Monday, November 25, 2024
28.0°F

Incumbent wants to rein in government

by Richard Hanners Hungry Horse News
| September 26, 2012 7:19 AM

Jerry O’Neil’s long-held libertarian beliefs show in the responses he gives to interviewers. The 69-year-old Columbia Falls resident and Republican representative for House District 3 is running for re-election to a second term this year.

In the basement of his home, where he maintains an office for his independent paralegal business, shelves hold books by Glenn Beck and Rush Limbaugh, a book titled “The Underground Lawyer,” and “The 5,000 Year Leap,” by W. Cleon Skousen.

O’Neil first got into politics lobbying the Legislature to improve family law, provide better access to justice, limit the size of government and make better use of Montana’s natural resources. He successfully ran for the Montana Senate in 2000 in the former Senate District 84, which included Columbia Falls and Evergreen.

After redistricting, O’Neil won election to Senate District 3. Term-limited out of the Senate in 2008, he waited two years to run for House District 3, after Dee Brown was also term-limited. O’Neil defeated Democrat Zac Perry in 2010 in the House District 3 race by 1,725 to 1,299 and faces Perry again in November.

A Flathead native, O’Neil worked at the family-owned lumber business as a teenager. After graduating from Flathead High School in 1961, he ran a retail service station until it went broke. He traveled to Seattle, where he worked seven days a week as a tool maker and machine operator and eventually paid off his debt — a lesson he believes the government should heed.

“Similar to you and me, a government can either pay off its debt or chance going bankrupt,” he said. “When a government goes bankrupt, the people lose their freedom and are subject to revolution and poverty.”

O’Neil cites the unfunded structural liabilities of both the state teachers and the state public employees retirement systems as cases in point — by July 1, 2011, the liabilities were about $1.8 billion and $1.3 billion respectively.

“On a theoretical level, I would no longer like to see teachers or state workers get state pensions,” he said. “They should pay into it themselves. It’s a Ponzi-like scheme where new hires are paying funds to cover those who retire.”

On a practical level, he said he’d like to see new hires weaned off the system over time, or have teachers and state workers pay more into the system, or even raise the retirement age.

O’Neil, who attended Montana State University and the University of Montana without graduating and has a two-year degree from Flathead Valley Community College, wants to see some changes in Montana education.

“Our schools should benefit from income created through the use of our natural resources, and our students should be educated to manage those resources,” he said.

He also supports the idea of government-supported charter schools to compete with public schools, but he said he wasn’t sure how that would be done.

On the other hand, O’Neil supports the idea of using tax credits so individuals can create health care savings accounts to supplement or replace President Obama’s health care program. He has suggested that the state stand up to the federal government on Obamacare.

“Similar to our refusal under Gov. Brian Schweitzer’s leadership to comply with the Real ID Act, should Montana now refuse to go along with the Affordable Health Care Act?” he asked.

O’Neil said he so far isn’t carrying any bills for the 2013 Legislature. He said he wants to work on lowering property taxes for Montanans and keep an eye on water rights adjudication in the Flathead.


TASK BRIEF: Reproduce every record exactly as given.

= Beginning of Section =

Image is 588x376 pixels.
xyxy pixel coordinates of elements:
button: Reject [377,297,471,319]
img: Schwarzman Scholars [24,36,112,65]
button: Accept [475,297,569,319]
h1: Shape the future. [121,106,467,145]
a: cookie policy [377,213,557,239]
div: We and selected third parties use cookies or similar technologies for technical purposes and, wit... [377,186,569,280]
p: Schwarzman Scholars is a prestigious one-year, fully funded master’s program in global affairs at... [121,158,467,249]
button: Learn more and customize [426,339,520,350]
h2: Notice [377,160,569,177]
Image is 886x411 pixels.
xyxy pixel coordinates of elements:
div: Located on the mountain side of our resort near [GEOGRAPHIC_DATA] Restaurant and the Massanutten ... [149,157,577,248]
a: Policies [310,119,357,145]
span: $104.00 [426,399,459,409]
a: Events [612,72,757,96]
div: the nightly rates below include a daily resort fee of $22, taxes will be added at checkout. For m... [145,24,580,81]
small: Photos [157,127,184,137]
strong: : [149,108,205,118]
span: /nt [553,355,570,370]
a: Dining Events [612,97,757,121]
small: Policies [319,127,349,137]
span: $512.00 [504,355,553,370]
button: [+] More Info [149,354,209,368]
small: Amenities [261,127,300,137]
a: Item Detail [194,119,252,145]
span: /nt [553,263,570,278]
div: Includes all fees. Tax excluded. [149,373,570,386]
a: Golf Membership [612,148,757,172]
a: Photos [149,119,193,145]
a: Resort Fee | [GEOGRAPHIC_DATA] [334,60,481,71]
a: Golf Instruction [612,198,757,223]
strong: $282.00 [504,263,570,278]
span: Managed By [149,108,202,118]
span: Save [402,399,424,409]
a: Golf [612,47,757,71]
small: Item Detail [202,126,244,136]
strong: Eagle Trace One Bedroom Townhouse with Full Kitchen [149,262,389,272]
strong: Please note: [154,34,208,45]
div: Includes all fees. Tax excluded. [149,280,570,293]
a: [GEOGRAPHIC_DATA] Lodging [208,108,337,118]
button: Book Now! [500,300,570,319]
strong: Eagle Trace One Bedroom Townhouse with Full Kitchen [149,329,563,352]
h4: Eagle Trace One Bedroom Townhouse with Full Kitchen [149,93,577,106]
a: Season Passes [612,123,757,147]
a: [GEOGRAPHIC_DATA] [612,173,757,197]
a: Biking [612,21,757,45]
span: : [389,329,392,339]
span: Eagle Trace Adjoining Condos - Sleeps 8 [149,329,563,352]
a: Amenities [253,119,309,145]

= End of Section =

FINAL ANSWER:
Image is 588x376 pixels.
xyxy pixel coordinates of elements:
button: Reject [377,297,471,319]
img: Schwarzman Scholars [24,36,112,65]
button: Accept [475,297,569,319]
h1: Shape the future. [121,106,467,145]
a: cookie policy [377,213,557,239]
div: We and selected third parties use cookies or similar technologies for technical purposes and, wit... [377,186,569,280]
p: Schwarzman Scholars is a prestigious one-year, fully funded master’s program in global affairs at... [121,158,467,249]
button: Learn more and customize [426,339,520,350]
h2: Notice [377,160,569,177]
Image is 886x411 pixels.
xyxy pixel coordinates of elements:
div: Located on the mountain side of our resort near [GEOGRAPHIC_DATA] Restaurant and the Massanutten ... [149,157,577,248]
a: Policies [310,119,357,145]
span: $104.00 [426,399,459,409]
a: Events [612,72,757,96]
div: the nightly rates below include a daily resort fee of $22, taxes will be added at checkout. For m... [145,24,580,81]
small: Photos [157,127,184,137]
strong: : [149,108,205,118]
span: /nt [553,355,570,370]
a: Dining Events [612,97,757,121]
small: Policies [319,127,349,137]
span: $512.00 [504,355,553,370]
button: [+] More Info [149,354,209,368]
small: Amenities [261,127,300,137]
a: Item Detail [194,119,252,145]
span: /nt [553,263,570,278]
div: Includes all fees. Tax excluded. [149,373,570,386]
a: Golf Membership [612,148,757,172]
a: Photos [149,119,193,145]
a: Resort Fee | [GEOGRAPHIC_DATA] [334,60,481,71]
a: Golf Instruction [612,198,757,223]
strong: $282.00 [504,263,570,278]
span: Managed By [149,108,202,118]
span: Save [402,399,424,409]
a: Golf [612,47,757,71]
small: Item Detail [202,126,244,136]
strong: Eagle Trace One Bedroom Townhouse with Full Kitchen [149,262,389,272]
strong: Please note: [154,34,208,45]
div: Includes all fees. Tax excluded. [149,280,570,293]
a: [GEOGRAPHIC_DATA] Lodging [208,108,337,118]
button: Book Now! [500,300,570,319]
strong: Eagle Trace One Bedroom Townhouse with Full Kitchen [149,329,563,352]
h4: Eagle Trace One Bedroom Townhouse with Full Kitchen [149,93,577,106]
a: Season Passes [612,123,757,147]
a: [GEOGRAPHIC_DATA] [612,173,757,197]
a: Biking [612,21,757,45]
span: : [389,329,392,339]
span: Eagle Trace Adjoining Condos - Sleeps 8 [149,329,563,352]
a: Amenities [253,119,309,145]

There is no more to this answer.